Abstract

The University of Illinois Urbana-Champaign Library is describing and digitising the Gwendolyn Brooks collection as part of the Saving America’s Treasures grant. This project began in the autumn of 2021, with the goal of making Brooks’s work visible and accessible. This paper discusses the first two stages of the project — the Red Album and the Black Scrapbook — objects that are full of mementos from Brooks’s personal and professional life. The paper focuses on the workflow and digitisation practices that the project team employed to create the first digital representations. It also reviews the team’s decisions, which would set the procedural policies and standards for all the remaining materials in the collection. The Red Album and the Black Scrapbook contain a variety of physical formats and materials, resulting in display issues for the digital collection. Collaboration between stakeholders from disparate units allowed for a streamlined approach from the initial description of the material through the hosting of digitised materials on the institution’s Digital Collections platform. This paper discusses challenges, the curatorial process, metadata, the process of description, digitisation, technical aspects and lessons learned from this project. Due to delays from the COVID-19 pandemic, the project’s expected completion date is summer 2023. This paper reflects on the processes and lessons learned throughout the project. It also discusses the most valuable lesson from this project, which is that the digitisation of large and complex collections must be adaptable in order to successfully meet the challenges that such materials offer.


(Required work) Nothing more is wanted than an exact repeat of the data below.

(Extracted material)
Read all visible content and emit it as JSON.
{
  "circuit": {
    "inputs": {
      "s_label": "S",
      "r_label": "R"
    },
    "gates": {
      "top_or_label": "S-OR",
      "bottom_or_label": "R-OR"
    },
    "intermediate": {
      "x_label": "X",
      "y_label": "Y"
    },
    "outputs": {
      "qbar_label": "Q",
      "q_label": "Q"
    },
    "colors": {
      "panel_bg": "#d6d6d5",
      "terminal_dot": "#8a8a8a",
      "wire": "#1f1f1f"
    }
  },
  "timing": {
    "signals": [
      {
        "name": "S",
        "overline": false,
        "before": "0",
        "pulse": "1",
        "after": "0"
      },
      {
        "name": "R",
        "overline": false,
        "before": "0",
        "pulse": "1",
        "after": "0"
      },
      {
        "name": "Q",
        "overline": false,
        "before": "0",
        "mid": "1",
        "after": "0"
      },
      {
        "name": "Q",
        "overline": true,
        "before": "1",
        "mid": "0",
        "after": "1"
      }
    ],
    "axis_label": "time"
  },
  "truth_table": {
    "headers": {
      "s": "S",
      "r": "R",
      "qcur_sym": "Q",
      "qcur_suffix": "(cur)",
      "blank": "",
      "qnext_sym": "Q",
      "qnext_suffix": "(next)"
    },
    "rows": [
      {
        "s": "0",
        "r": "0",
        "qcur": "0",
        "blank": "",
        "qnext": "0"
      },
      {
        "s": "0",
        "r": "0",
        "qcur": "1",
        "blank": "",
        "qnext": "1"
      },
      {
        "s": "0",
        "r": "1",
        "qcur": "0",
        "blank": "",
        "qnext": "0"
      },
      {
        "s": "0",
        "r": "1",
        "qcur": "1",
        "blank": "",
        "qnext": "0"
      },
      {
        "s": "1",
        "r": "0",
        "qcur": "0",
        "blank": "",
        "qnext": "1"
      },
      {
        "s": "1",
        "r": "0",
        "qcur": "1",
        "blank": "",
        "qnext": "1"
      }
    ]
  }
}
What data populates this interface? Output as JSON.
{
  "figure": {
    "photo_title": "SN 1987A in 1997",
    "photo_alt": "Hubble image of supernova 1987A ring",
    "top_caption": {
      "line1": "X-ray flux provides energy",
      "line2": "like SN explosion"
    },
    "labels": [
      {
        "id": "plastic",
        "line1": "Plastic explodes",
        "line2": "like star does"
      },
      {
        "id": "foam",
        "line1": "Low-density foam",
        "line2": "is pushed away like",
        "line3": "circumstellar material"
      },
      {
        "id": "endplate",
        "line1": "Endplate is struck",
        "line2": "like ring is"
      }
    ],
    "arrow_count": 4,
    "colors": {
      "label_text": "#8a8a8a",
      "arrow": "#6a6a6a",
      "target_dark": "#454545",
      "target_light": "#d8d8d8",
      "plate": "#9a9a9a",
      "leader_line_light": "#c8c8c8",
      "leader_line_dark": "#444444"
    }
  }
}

(Written response)
Read all visible content and emit it as JSON.
{
  "circuit": {
    "inputs": {
      "s_label": "S",
      "r_label": "R"
    },
    "gates": {
      "top_or_label": "S-OR",
      "bottom_or_label": "R-OR"
    },
    "intermediate": {
      "x_label": "X",
      "y_label": "Y"
    },
    "outputs": {
      "qbar_label": "Q",
      "q_label": "Q"
    },
    "colors": {
      "panel_bg": "#d6d6d5",
      "terminal_dot": "#8a8a8a",
      "wire": "#1f1f1f"
    }
  },
  "timing": {
    "signals": [
      {
        "name": "S",
        "overline": false,
        "before": "0",
        "pulse": "1",
        "after": "0"
      },
      {
        "name": "R",
        "overline": false,
        "before": "0",
        "pulse": "1",
        "after": "0"
      },
      {
        "name": "Q",
        "overline": false,
        "before": "0",
        "mid": "1",
        "after": "0"
      },
      {
        "name": "Q",
        "overline": true,
        "before": "1",
        "mid": "0",
        "after": "1"
      }
    ],
    "axis_label": "time"
  },
  "truth_table": {
    "headers": {
      "s": "S",
      "r": "R",
      "qcur_sym": "Q",
      "qcur_suffix": "(cur)",
      "blank": "",
      "qnext_sym": "Q",
      "qnext_suffix": "(next)"
    },
    "rows": [
      {
        "s": "0",
        "r": "0",
        "qcur": "0",
        "blank": "",
        "qnext": "0"
      },
      {
        "s": "0",
        "r": "0",
        "qcur": "1",
        "blank": "",
        "qnext": "1"
      },
      {
        "s": "0",
        "r": "1",
        "qcur": "0",
        "blank": "",
        "qnext": "0"
      },
      {
        "s": "0",
        "r": "1",
        "qcur": "1",
        "blank": "",
        "qnext": "0"
      },
      {
        "s": "1",
        "r": "0",
        "qcur": "0",
        "blank": "",
        "qnext": "1"
      },
      {
        "s": "1",
        "r": "0",
        "qcur": "1",
        "blank": "",
        "qnext": "1"
      }
    ]
  }
}
What data populates this interface? Output as JSON.
{
  "figure": {
    "photo_title": "SN 1987A in 1997",
    "photo_alt": "Hubble image of supernova 1987A ring",
    "top_caption": {
      "line1": "X-ray flux provides energy",
      "line2": "like SN explosion"
    },
    "labels": [
      {
        "id": "plastic",
        "line1": "Plastic explodes",
        "line2": "like star does"
      },
      {
        "id": "foam",
        "line1": "Low-density foam",
        "line2": "is pushed away like",
        "line3": "circumstellar material"
      },
      {
        "id": "endplate",
        "line1": "Endplate is struck",
        "line2": "like ring is"
      }
    ],
    "arrow_count": 4,
    "colors": {
      "label_text": "#8a8a8a",
      "arrow": "#6a6a6a",
      "target_dark": "#454545",
      "target_light": "#d8d8d8",
      "plate": "#9a9a9a",
      "leader_line_light": "#c8c8c8",
      "leader_line_dark": "#444444"
    }
  }
}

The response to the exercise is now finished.